Archive for the ‘art’ Category
Unfreaking-believeable
Zoe Strauss’ experience of censorship by the printer, not the publisher. Given all the blatant phallic symbols around the world, it never ceases to amaze me how irrationally insecure and sensitive men are when presented with an image of another man’s penis.
Don’t have $100 million laying around?
Very cool
Love this!
This would be helpful with artist’s statements as well:
Salvation is here!
Feeling inarticulate? Critically gauche? Or just verbally impotent?
We here at Pixmaven have developed The Instant Art Critique Phrase Generator so you need never again feel at a loss for pithy commentary or savvy “insights.” With this device you can speak about Art with both authority and confidence. Use this marvellous tool to amaze and confound friends and colleagues. Don’t miss this opportunity to menace and dumbfound professors and artists emeriti!
A quick note, and a scathing art review
With the changes that I indicated here, I’ve managed to screw up my blog feeds. I don’t know if I’ve gotten them completely fixed - hopefully I will have this solved soon. So that may explain why you haven’t received any recent updates from me. I’ve set up a 301 redirect for the old address, but you should probably update your link to the new address, http://WilliamBragg.com/blog/. Enough of this tech screw-up talk, check out the review.

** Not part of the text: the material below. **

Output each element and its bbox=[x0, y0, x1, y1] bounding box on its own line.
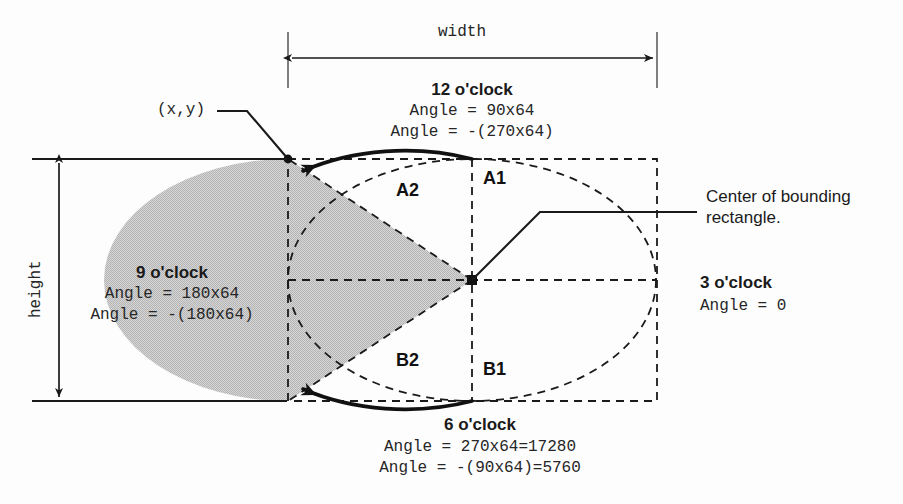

I’m glad I’m not an artist currently exhibiting at the ‘How Soon Is Now?’ Exhibition at the Bronx Museum of the Arts. From Roberta Smith’s review (NYT):
“How Soon Is Now?” at the Bronx Museum of the Arts is almost nothing but symptoms reflecting almost nothing but failings. Yet this show of amateurish and derivative work by 36 emerging artists also says a lot about the competition among art mediums, the latest trickle-down trends in art making and the shortcomings of higher art education. In answer to the show’s catchy title, for many of the artists here, “now” may never come.
The difficulties with artist statements:
Perhaps an overfamiliarity with Conceptual Art and especially the theories it inspired can leave young artists with no sense of how to make an artwork that holds together as an experience. You can sense the lack of connection to either materials or self in their statements, which appear on the wall labels beside the work. They mix overblown, one-size-fits-all artspeak with quite a bit of wishful thinking about their work’s impact, as if they could control the meaning or effect of their work. Different artists claim that their efforts “contend with codes of power, authority, race and class,” “question man-made constructs,” “challenge the anthropological categorizations of early photography” or “reveal the latent power of the public’s collective intelligence.” A few statements manage to locate the art in the vicinity of the artist’s life. “My work focuses on Pakistani-American social and cultural customs and growing up in a working class Muslim family,” one artist says, a reminder that art comes from highly specific contexts. Unfortunately these words accompany a completely generic work involving the hair of the artist and her mother.
Followed by some good advice:
Aspiring artists need to expose themselves to the sheer intensity and variety of art, to learn what they love, what they hate and if they are actually artists at all. New York’s galleries and especially its great museums offer ample opportunity for this kind of self-education, which leads to self-knowledge. Anything is possible when artists set to work knowing they have something they urgently need to say, in a way it hasn’t quite been said before.
I try to comfort myself by alternately declaring that ‘I am no artist, I’m a photographer’, and other times just putting my head under my pillow. Also I absolutely abhor artist statements. The struggle continues, though I’ve had a recent string of very rewarding photographic projects.